The ‘help’ offered by the Brownies and their kin was also a metaphor for the learned experiences passed on between generations in a cultural based upon oral transmission. As such, Brownies might be considered the helpful spirits of those who have gone before – those who had grown out of the very soil of the land. They were therefore quite obviously a manifestation of ‘ancestral’ spirits, and were believed to congregate (as families tended to do on night time evenings) around the hearth of the house – a symbol of continuity, which was customarily kept burning in perpetuity in the Gaelic provinces (it was considered bad luck to let the fire go out completely). Bowls of water or milk, and food was left out at night ‘for the fairies’, who typically (being creatures of the inverted Otherworld) visited at night, which was their daytime.

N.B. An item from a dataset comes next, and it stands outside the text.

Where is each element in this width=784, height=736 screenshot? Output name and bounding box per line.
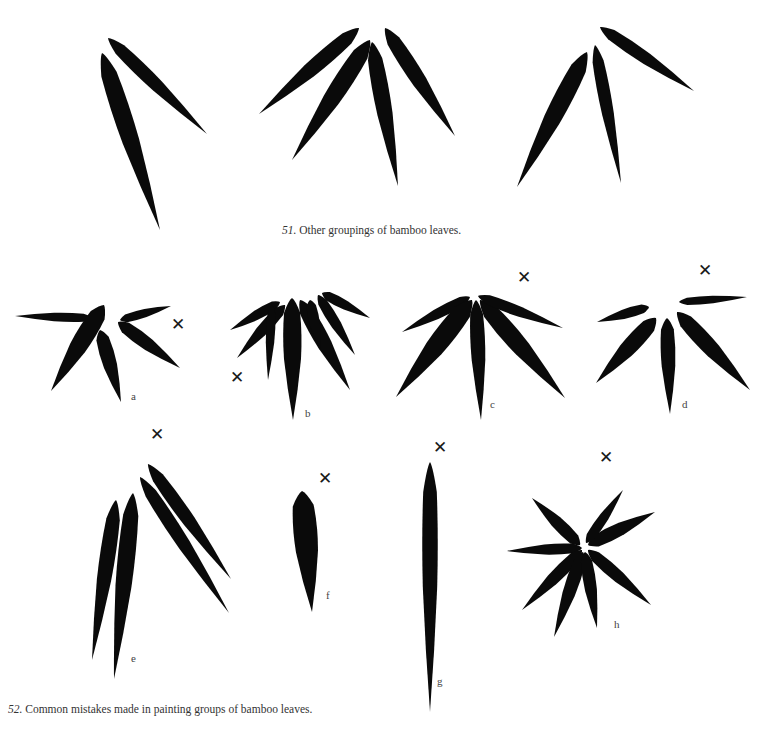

The ‘man-beast’ nature of these spirits was represented in the winter ‘guising’ traditions (e.g. – the Scandinavian Julbocken or dolly or as a disguised person in an goat costume). It was unlucky to offer a Brownie (or Phynnodderee, or Domovoi) clothes, because (to paraphrase the words of Robert Kirk) ‘When we have plenty, they have little, and so to the contrary’.

In fact, the word ‘Goblin’ (a ‘class name’ for the ‘Brownie’ beings comes from the Celtic/PIE root ‘Gabbal’, meaning ‘horse’. The horse occurs along with the other profound solar images of the sun-wheel and the head of the ‘glorious golden warrior’ on most of the Celtic coins of the Iron Age. In Irish myth, the helpful but horny Dagda appears to have been a representative of this spiritual role. The Nixie and the Kelpie were perhaps other aspects of this spiritual role, when the helper also became the conveyer to the realm of the dead.